Vue.js is a progressive JavaScript framework for building user interfaces. It was created by Evan You and designed so teams can adopt it gradually, from adding interactivity to one part of a page to building a full single-page application.

Vue focuses on the view layer, but with the official ecosystem (Vue Router, Pinia, Vite, and Vue Devtools) it can power complete production applications.

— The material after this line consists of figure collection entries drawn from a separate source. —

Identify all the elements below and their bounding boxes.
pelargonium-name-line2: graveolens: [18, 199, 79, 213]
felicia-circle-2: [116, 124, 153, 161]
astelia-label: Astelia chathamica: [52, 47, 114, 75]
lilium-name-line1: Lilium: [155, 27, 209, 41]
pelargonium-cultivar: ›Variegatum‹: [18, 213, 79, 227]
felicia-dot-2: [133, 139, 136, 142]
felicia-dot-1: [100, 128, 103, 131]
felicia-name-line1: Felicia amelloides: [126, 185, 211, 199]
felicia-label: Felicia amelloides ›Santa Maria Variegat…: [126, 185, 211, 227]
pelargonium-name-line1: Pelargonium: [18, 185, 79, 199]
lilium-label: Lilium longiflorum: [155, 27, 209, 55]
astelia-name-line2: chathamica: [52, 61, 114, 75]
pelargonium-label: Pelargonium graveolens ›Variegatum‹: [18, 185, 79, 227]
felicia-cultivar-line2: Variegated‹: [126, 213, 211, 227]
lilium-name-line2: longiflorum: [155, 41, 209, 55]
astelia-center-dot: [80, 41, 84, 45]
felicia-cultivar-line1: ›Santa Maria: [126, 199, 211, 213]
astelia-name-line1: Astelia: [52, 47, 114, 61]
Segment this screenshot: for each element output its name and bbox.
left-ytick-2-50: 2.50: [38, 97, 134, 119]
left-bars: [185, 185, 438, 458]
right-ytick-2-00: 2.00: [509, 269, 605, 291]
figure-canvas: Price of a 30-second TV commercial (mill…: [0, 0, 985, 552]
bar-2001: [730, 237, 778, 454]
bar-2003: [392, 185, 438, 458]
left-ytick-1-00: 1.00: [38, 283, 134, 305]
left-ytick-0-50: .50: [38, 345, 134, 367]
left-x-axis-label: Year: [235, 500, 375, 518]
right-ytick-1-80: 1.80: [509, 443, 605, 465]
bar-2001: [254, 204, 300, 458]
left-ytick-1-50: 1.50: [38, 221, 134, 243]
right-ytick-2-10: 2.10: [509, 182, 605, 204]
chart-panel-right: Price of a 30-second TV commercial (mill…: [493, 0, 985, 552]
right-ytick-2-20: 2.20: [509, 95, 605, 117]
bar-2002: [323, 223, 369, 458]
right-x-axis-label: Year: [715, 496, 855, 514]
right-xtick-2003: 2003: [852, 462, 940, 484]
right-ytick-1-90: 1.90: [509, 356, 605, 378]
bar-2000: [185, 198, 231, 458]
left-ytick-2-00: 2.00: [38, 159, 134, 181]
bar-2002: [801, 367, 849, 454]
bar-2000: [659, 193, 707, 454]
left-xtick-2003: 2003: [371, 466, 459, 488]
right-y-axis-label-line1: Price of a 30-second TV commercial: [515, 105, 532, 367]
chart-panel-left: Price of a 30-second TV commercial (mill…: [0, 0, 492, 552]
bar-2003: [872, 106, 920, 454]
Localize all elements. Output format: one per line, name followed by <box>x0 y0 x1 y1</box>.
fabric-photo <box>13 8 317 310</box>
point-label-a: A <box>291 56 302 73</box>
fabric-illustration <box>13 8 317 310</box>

Vue 3 is the modern standard and is recommended for all new projects.

Core Ideas You Should Know

  • Reactive state: UI updates automatically when state changes.
  • Declarative templates: describe what to render, not how to mutate the DOM.
  • Component-based architecture: build reusable UI blocks.
  • Directives: v-if, v-for, v-model, v-bind, v-on.
  • Composition API: organize logic by feature with ref, reactive, computed, and watch.

Why Teams Choose Vue

  • Easier onboarding compared with many large frameworks.
  • Great docs and predictable APIs.
  • Excellent TypeScript support in Vue 3.
  • Clean separation of concerns with Single File Components.
  • Flexible architecture for both small and enterprise apps.

Vue Ecosystem Overview

ToolPurposeWhen to Use
Vue RouterClient-side routingMulti-page flows inside SPA
PiniaState managementShared state across many components
ViteBuild tool and dev serverFast local development and modern builds
Vue DevtoolsDebuggingInspect components, props, events, and stores
VitestTestingUnit and component test suites

Vue 2 vs Vue 3 (Practical)

FeatureVue 2Vue 3
Main APIOptions APIOptions API + Composition API
Reactivity EngineObject.definePropertyProxy-based
TypeScript ExperienceLimitedFirst-class
PerformanceGoodImproved runtime + smaller bundles
StatusLegacy / migration projectsCurrent recommended version

Fastest Way to Try Vue (CDN)

Vue via CDN
<!doctype html>
<html>
<head>
  <meta charset="UTF-8" />
  <meta name="viewport" content="width=device-width, initial-scale=1.0" />
  <title>Vue Intro</title>
  <script src="https://unpkg.com/vue@3/dist/vue.global.js"></script>
</head>
<body>
  <div id="app">
    <h2>{{ title }}</h2>
    <p>Count: {{ count }}</p>
    <button @click="count++">Increment</button>
  </div>

  <script>
    const { createApp } = Vue;
    createApp({
      data() {
        return { title: 'Hello Vue 3', count: 0 };
      }
    }).mount('#app');
  </script>
</body>
</html>

Recommended Setup for Real Projects (Vite)

Create Vue Project
npm create vue@latest
cd your-project-name
npm install
npm run dev

Typical Vue 3 Project Structure

Folder Layout
src/
  assets/
  components/
  views/
  router/
  stores/
  composables/
  App.vue
  main.js

When Vue is a Great Fit

  • You want fast UI development with clean component patterns.
  • Team members have mixed frontend experience levels.
  • You need scalable architecture without heavy boilerplate.
  • You prefer official tooling maintained by the framework team.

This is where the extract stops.